Given the quality of the national cancer registry in Finland (12), the incidence estimates presented in this paper probably include most, if not all, diagnosed cases of EPC that occurred in Finland over the study period. However, it must be noted that this study cannot address the possibility of underdiagnosis of EPC. In particular, poorly differentiated EPC can easily be misdiagnosed as other skin carcinomas. The FCR gets information from pathology reports from all laboratories and, if there is conflicting information, selects the diagnosis considered most reliable. In earlier years FCR sometimes asked for pathological slides for re-evaluation by a panel of pathologists. The outcome of such quality control operations was that the quality of the pathological diagnoses performed in Finnish hospitals is good. In the case of EPC, it is possible that pathologists may have not been aware of this diagnosis option and therefore the number of cases of EPC is a minimum estimate of the true number.

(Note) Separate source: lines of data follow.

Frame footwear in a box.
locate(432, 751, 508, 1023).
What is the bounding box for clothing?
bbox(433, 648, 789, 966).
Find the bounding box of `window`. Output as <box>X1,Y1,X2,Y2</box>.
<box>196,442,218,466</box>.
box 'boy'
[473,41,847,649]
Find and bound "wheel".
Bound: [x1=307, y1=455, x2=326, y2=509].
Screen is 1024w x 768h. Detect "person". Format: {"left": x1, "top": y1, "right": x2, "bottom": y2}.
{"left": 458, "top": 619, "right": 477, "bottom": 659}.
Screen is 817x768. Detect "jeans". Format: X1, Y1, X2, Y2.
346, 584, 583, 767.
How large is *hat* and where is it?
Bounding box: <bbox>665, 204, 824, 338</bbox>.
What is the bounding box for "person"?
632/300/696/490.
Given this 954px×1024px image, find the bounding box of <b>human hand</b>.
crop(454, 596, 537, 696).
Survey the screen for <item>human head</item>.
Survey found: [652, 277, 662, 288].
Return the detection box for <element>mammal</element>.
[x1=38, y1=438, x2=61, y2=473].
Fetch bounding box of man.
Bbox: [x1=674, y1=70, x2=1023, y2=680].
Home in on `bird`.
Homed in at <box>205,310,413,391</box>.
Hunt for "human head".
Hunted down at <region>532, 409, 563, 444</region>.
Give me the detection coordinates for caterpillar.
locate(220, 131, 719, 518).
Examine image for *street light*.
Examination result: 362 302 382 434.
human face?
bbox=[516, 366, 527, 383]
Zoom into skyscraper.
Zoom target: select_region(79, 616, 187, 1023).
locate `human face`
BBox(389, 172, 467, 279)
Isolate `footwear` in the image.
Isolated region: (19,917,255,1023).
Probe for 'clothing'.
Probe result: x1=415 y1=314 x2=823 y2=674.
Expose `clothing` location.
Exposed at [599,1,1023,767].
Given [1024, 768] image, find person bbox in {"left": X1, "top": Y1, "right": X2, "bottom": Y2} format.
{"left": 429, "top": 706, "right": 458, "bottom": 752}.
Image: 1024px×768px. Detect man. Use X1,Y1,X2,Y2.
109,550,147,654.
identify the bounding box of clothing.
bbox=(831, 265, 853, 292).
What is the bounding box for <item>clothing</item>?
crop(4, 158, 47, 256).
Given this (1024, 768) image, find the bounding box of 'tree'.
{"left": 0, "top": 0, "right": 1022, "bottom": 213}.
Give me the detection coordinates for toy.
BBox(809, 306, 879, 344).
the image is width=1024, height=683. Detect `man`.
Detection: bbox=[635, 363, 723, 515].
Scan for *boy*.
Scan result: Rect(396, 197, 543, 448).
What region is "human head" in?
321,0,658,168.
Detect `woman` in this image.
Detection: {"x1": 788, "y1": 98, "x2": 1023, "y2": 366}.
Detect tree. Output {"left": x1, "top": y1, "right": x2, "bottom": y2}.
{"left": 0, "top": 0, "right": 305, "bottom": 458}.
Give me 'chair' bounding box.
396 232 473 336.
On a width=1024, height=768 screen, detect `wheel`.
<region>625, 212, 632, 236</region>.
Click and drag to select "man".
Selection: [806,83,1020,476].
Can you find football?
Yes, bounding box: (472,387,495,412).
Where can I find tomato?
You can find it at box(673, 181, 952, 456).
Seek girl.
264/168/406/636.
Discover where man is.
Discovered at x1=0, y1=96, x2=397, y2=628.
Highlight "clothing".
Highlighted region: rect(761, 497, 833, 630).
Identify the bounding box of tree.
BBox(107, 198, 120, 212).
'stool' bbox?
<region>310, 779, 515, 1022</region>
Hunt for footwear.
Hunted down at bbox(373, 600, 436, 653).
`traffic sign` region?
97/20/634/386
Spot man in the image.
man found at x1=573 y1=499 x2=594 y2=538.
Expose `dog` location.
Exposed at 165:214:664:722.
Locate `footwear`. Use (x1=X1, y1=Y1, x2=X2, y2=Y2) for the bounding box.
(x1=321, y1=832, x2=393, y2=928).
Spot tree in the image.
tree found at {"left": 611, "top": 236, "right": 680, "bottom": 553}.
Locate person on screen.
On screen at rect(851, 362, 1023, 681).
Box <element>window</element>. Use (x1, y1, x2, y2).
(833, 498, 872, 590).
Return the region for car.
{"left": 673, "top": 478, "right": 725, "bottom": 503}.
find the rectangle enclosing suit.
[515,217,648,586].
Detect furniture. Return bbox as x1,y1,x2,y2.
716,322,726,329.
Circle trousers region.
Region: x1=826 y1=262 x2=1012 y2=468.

In conclusion, this study confirms the low incidence of EPC in Finland. In line with recent studies, these results suggest very low mortality due to EPC. However, the rarity of EPC poses limitations on the interpretation of these results. This study was based solely on cancer registry data; further studies with clinical insight are warranted.
ACKNOWLEDGEMENTS
Ethics approval and consent to participate. An institutional ethics committee of Helsinki University Hospital approved the study plan. After consultation with the data protection authority, the National Institute of Health and Welfare granted permission to use the registry information on patients with EPC from the Finnish Cancer Registry (FCR) in scientific research. The study was performed in accordance with the Declaration of Helsinki.
Data availability. The Finnish Cancer Registry contributed data.
Funding. Jane and Aatos Erkko Foundation Grant.
The authors have no conflicts of interest to declare.